Reviewed by GREG KING
Director: Denis Villeneuve
Stars: Amy Adams, Jeremy Renner, Forest Whitaker, Michael Stuhlbarg, Mark O’Brien, Tzi Ma.
For the most part science fiction movies tend to fall into different camps – there are the rollicking space adventures like Star Trek, Star Wars, Alien, and Independence Day, featuring intergalactic battles with alien creatures; the out and out futuristic action yarns like Total Recall, Blade Runner, etc; or more intelligent and cerebral offerings that try to deal with the concept of intelligent life in the universe, films like 2001: A Space Odyssey, Contact or Close Encounters Of The Third Kind, The Martian, etc. Based on the award winning novella Story Of Your Life written by Ted Chiang, Arrival is an ambitious film that falls in the latter camp. But this film is not to be confused with David Twohy’s 1996 sci-fi drama The Arrival, which starred Charlie Sheen.
Arrival is a slow moving film and more intelligent sci-fi that has a lot of layers and deals with some weighty themes. On the surface it deals with aliens that have come to Earth, although apparently without the usual hostile intentions. No familiar landmarks are destroyed here. Rather the film explores the best and worst of mankind through our relationship and interaction with another civilization, albeit one from outer space. Surprisingly, the film has been written by Eric Heisserer, a writer who is better known for his horror films like The Thing remake and the recent Lights Out, etc.
Twelve black oval pods arrive on the Earth and they hover about a metre off the ground around the world. The governments are unsure of the aliens’ intentions. The US army approaches linguist and world renowned translator Louise Banks (Amy Adams) to try and communicate with the aliens who have landed in Montana to find whether their intentions are peaceful or not. She is still grieving over the death of her daughter. Also on board to help is astrophysicist Ian Donnelly (Jeremy Renner, from The Hurt Locker, etc).
The aliens look vaguely like extra terrestrial octopi and Brooks and Donnelly dub them Abbott and Costello. But they seem fairly patient as it takes 28 days before they can finally communicate with them, and there are no overt hostile moves. The world itself reacts with mass hysteria, global panic, looting, riots, while the media report, dramatising the situation. Meanwhile China begins to get more militant in its approach while other countries shut down communication altogether. The race against time element lends a touch of suspense to the film.

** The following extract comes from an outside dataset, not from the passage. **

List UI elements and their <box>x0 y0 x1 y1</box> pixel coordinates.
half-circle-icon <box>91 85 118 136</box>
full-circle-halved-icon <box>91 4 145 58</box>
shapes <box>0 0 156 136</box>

As with Spielberg’s classic sci-fi film Close Encounters Of The Third Kind the scientists have to try to find a way to communicate with the aliens. In Close Encounters the breakthrough came with music, here it is smoke signals of a kind and drawings. Arrival also delivers a message about the countries of the world working together and cooperating in the name of bettering humanity and ensuring the future of the planet. Ten special effects companies have worked on the visuals, but the special effects and CGI here are unobtrusive and serve the material rather than overwhelm it. Carlos Huante’s design for the creatures gives them a strange, surreal and otherworldly quality. The film also plays around with concepts of time and space, and will leave many scratching their heads.

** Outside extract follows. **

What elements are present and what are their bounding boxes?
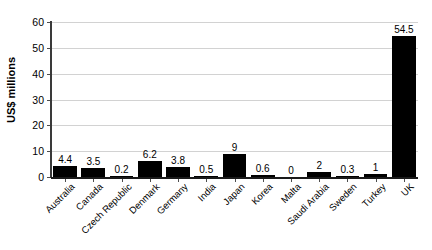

Arrival is the fifth film from French-Canadian director Denis Villeneuve, but it is not as compelling nor as accessible as either Prisoners or his war on drugs thriller Sicario, which was my film of the year for 2015. Villeneuve is an intelligent filmmaker and this is a thoughtful and atmospheric meditation on alien intelligence and communication rather like the classic 1951 film The Day The Earth Stood Still than a slam bang alien invasion action thriller.
Adams and Renner worked together in American Hustle and they have a great chemistry here that elevates the material. Adams has an intelligence and strength that shapes her character, but her personal demons also lend an air of vulnerability and fragility. She brings a tremendous amount of emotional substance and heart to the material. Renner has recently been cast in big budget action films like The Avengers, but here he plays against type delivering a more a more low key performance. However, one can sense that there is a lot of restrained energy within his character here, and that Renner wants to do something a bit more physical. Forest Whitaker lends his formidable presence to the film through his performance as Colonel Weber, who is charged with trying to communicate with the aliens, and he also brings gravitas to the role.
The film has been shot by Bradford Young (Selma, A Most Violent Year, etc), who gives the material a beautiful surface, and whose lensing of the intimate flashback sequences gives the film the look and feel of a latter day Terrence Malick drama. Johan Johannsson’s intense but intimate instrumental score further enhances the mood.